The perfect machine – Ronald Florence

by Prasad Ganti

The book “The Perfect Machine” is written by Ronald Florence. A fascinating book about the design and construction of the 200 inch telescope at Mount Palomar during the years leading up to the second world war and its immediate aftermath. George Hale, known for his research in solar astronomy, championed the telescope right from the proposal stage all the way into the advanced construction of mirror and the mounts. He died just before its completion. New York Times urged that the telescope be named in his honor.

George Hale was known for his earlier efforts to build the big telescopes for the Yerkes and Mount Wilson observatories. The 200 inch at Mount Palomar was a logical successor to the 100 inch at Mount Wilson which Hale had built. Hale also had other impressive credentials, as a co-founder of Caltech, an officer of the National Academy of Sciences and the National Research Council, and the founder of Journals of Astrophysics. Hale conceived of the design, sold it to the scientific community and other stakeholders at large and got the funds needed to support the project. Lot of detail was written about the casting of the huge mirror. It really stretched the technology envelope of those times. GE first started off the mirror work with fused quartz. Fused quartz had such a low coefficient of expansion, that it would be far more efficient to grind and polish than plate glass. GE ran into trouble using this new material. Corning was assigned the task of casting the mirror. They used Pyrex which is basically borosilicate glass with extremely low coefficient of expansion. It required heating to very high temperatures. And then cooling in a very slow and controlled manner, called annealing, taking months to do so. The tolerances for the cast were very tight. Any imperfection leads to discarding the mirror disk and starting all over again. There were several attempts before the mirror could be finally cast.

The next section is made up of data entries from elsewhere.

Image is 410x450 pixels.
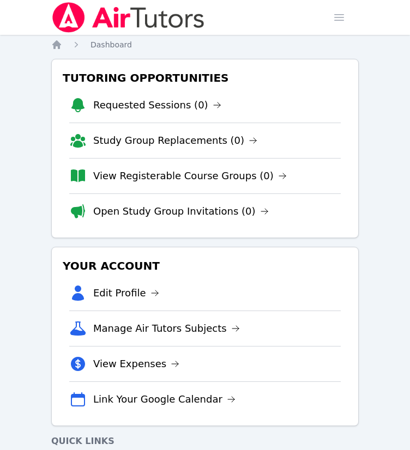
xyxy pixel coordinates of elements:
h3: Your Account [60,256,349,276]
span: Dashboard [90,40,132,49]
a: Open Study Group Invitations (0) [93,204,269,219]
a: Dashboard [90,39,132,50]
a: Requested Sessions (0) [93,98,221,113]
a: Study Group Replacements (0) [93,133,257,148]
nav: Breadcrumb [51,39,359,50]
img: Air Tutors [51,2,205,33]
a: Link Your Google Calendar [93,392,235,407]
h4: Quick Links [51,435,359,448]
a: Edit Profile [93,286,159,301]
a: Manage Air Tutors Subjects [93,321,240,336]
h3: Tutoring Opportunities [60,68,349,88]
a: View Registerable Course Groups (0) [93,168,287,184]
a: View Expenses [93,356,179,372]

Once the mirror disk was ready, it was shipped in a special freight train from Corning factory in New York across the country to Caltech in Southern California. Caltech had an optics and machine shop for grinding and polishing the mirror to its final shape. The train became a spectacle. People lined up all along its route to catch a glimpse. Several trains had to be held up or rerouted to provide clear tracks for the train with this special cargo.

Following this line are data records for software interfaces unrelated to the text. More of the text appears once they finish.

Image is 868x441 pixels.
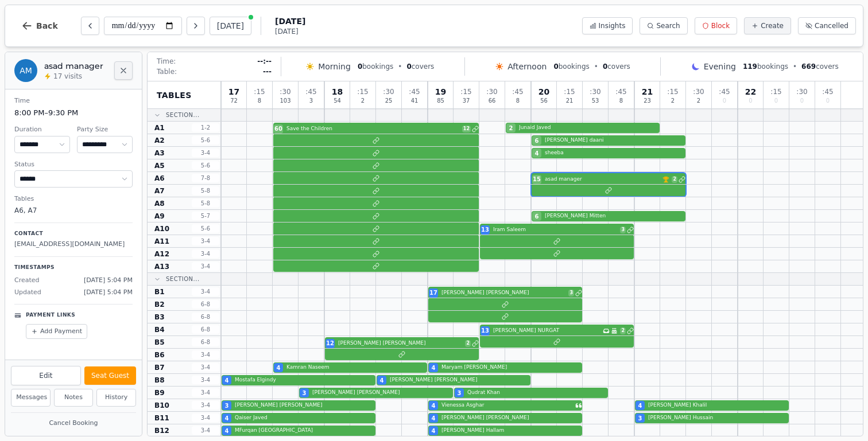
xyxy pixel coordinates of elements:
span: Back [36,22,58,30]
span: [PERSON_NAME] daani [545,137,686,144]
span: : 30 [280,88,291,95]
span: Table: [157,67,177,76]
span: A9 [154,212,165,221]
span: 22 [745,88,756,96]
span: B6 [154,350,165,360]
span: [PERSON_NAME] Mitten [545,212,686,220]
span: 17 [430,288,437,297]
span: covers [406,62,434,71]
span: : 30 [383,88,394,95]
span: 0 [553,62,558,71]
span: A10 [154,224,169,233]
span: : 45 [719,88,730,95]
span: 3 - 4 [192,426,219,434]
span: 37 [463,98,470,104]
span: 15 [533,175,541,183]
span: 4 [432,401,435,410]
span: [DATE] 5:04 PM [84,276,132,285]
span: : 30 [693,88,704,95]
span: Create [760,21,784,30]
span: 66 [488,98,496,104]
span: : 15 [460,88,471,95]
span: • [793,62,797,71]
span: 13 [481,226,489,234]
span: [DATE] 5:04 PM [84,288,132,297]
span: : 30 [796,88,807,95]
span: Insights [599,21,626,30]
span: : 45 [616,88,626,95]
span: [PERSON_NAME] [PERSON_NAME] [235,401,375,410]
span: 1 - 2 [192,123,219,132]
span: Afternoon [507,61,547,72]
span: Qudrat Khan [467,389,608,397]
span: 8 [516,98,519,104]
button: Add Payment [26,324,87,340]
span: 6 - 8 [192,325,219,334]
dt: Status [14,160,132,170]
span: : 45 [512,88,523,95]
span: B5 [154,338,165,347]
p: Timestamps [14,264,132,272]
span: 17 [229,88,239,96]
span: 3 - 4 [192,350,219,359]
span: 5 - 6 [192,161,219,170]
span: 5 - 6 [192,136,219,144]
span: : 45 [822,88,833,95]
span: A3 [154,148,165,158]
dt: Time [14,96,132,106]
span: 85 [437,98,444,104]
span: Time: [157,57,176,66]
span: [PERSON_NAME] Hallam [441,427,582,434]
span: Search [656,21,680,30]
span: : 45 [409,88,419,95]
span: 19 [435,88,446,96]
span: Maryam [PERSON_NAME] [441,364,582,372]
button: Create [744,17,791,34]
span: 0 [358,62,362,71]
span: 21 [642,88,653,96]
span: 4 [432,414,435,423]
span: 2 [697,98,700,104]
span: Morning [318,61,351,72]
span: 6 - 8 [192,313,219,321]
span: B8 [154,376,165,385]
span: --- [263,67,272,76]
span: 3 - 4 [192,401,219,410]
span: sheeba [545,149,686,157]
span: B2 [154,300,165,309]
span: 4 [432,427,435,435]
span: Tables [157,90,192,101]
span: 3 [310,98,313,104]
span: B1 [154,287,165,297]
span: 23 [643,98,651,104]
span: B3 [154,313,165,322]
span: A8 [154,199,165,208]
span: • [398,62,402,71]
span: 17 visits [53,72,82,81]
span: bookings [553,62,589,71]
span: A2 [154,136,165,145]
span: 13 [481,326,489,335]
span: [PERSON_NAME] NURGAT [493,327,601,335]
span: 3 - 4 [192,262,219,271]
span: B9 [154,388,165,398]
span: 12 [326,339,334,347]
span: 3 - 4 [192,376,219,384]
span: : 30 [486,88,497,95]
span: 669 [801,62,816,71]
span: Vienessa Asghar [441,401,573,410]
button: Cancelled [798,17,856,34]
div: AM [14,59,37,82]
span: [PERSON_NAME] Khalil [648,401,789,410]
span: [PERSON_NAME] Hussain [648,414,789,422]
span: : 15 [564,88,575,95]
span: Created [14,276,40,285]
span: [DATE] [275,27,305,36]
span: 3 [638,414,642,423]
span: 5 - 6 [192,224,219,233]
span: B4 [154,325,165,334]
span: Evening [704,61,736,72]
button: [DATE] [210,17,251,35]
dt: Tables [14,195,132,204]
button: Cancel Booking [11,416,136,431]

At Caltech, the laborious work of grinding and polishing the mirror and fabricating the mount took several years interspersed by World War II. An equatorial mount was designed with a yoke holding the mirror and the yoke itself moving on a horseshoe bearing. There were three big motors to guide the telescope precisely. One for declining axis, tipping the telescope to be in the great yoke. One right ascension gear was for slewing the telescope, moving at relatively high speed when the observer wanted to point the instrument at new area of the sky. The third gear was for the slow-moving drive that would keep the telescope moving synchronously with the motion of the earth.

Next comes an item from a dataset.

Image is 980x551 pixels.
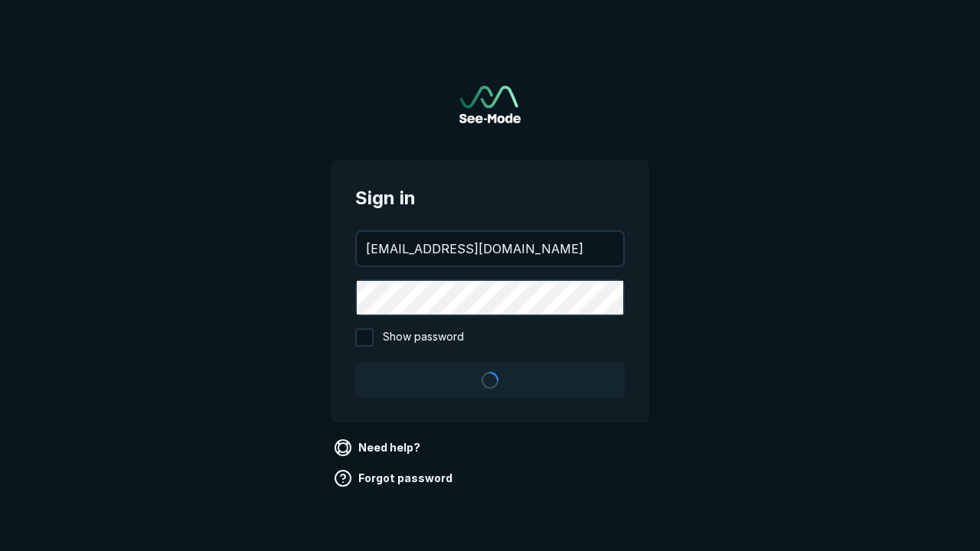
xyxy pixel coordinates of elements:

The mirror and the mount had to be transported on a huge trailer along a carefully selected route. New roads were laid to the top of Mount Palomar in San Diego county. The assembly of the mirror and the mount within the dome was an extraordinary engineering feat by itself. When it opened in late 1940s, it was the biggest telescope in the world and was to be for decades to come.

Overall, the project was a gigantic engineering marvel, no lesser than the Manhattan project or the construction of the Hoover dam. A grand intersection of physics and engineering. To this day, the Hale telescope holds its own against the newer ones with larger segmented mirrors and the simpler alt-azimuth mounts controlled by sophisticated computers.

This entry was posted in January 2018, Sidereal Times and tagged . Bookmark the permalink.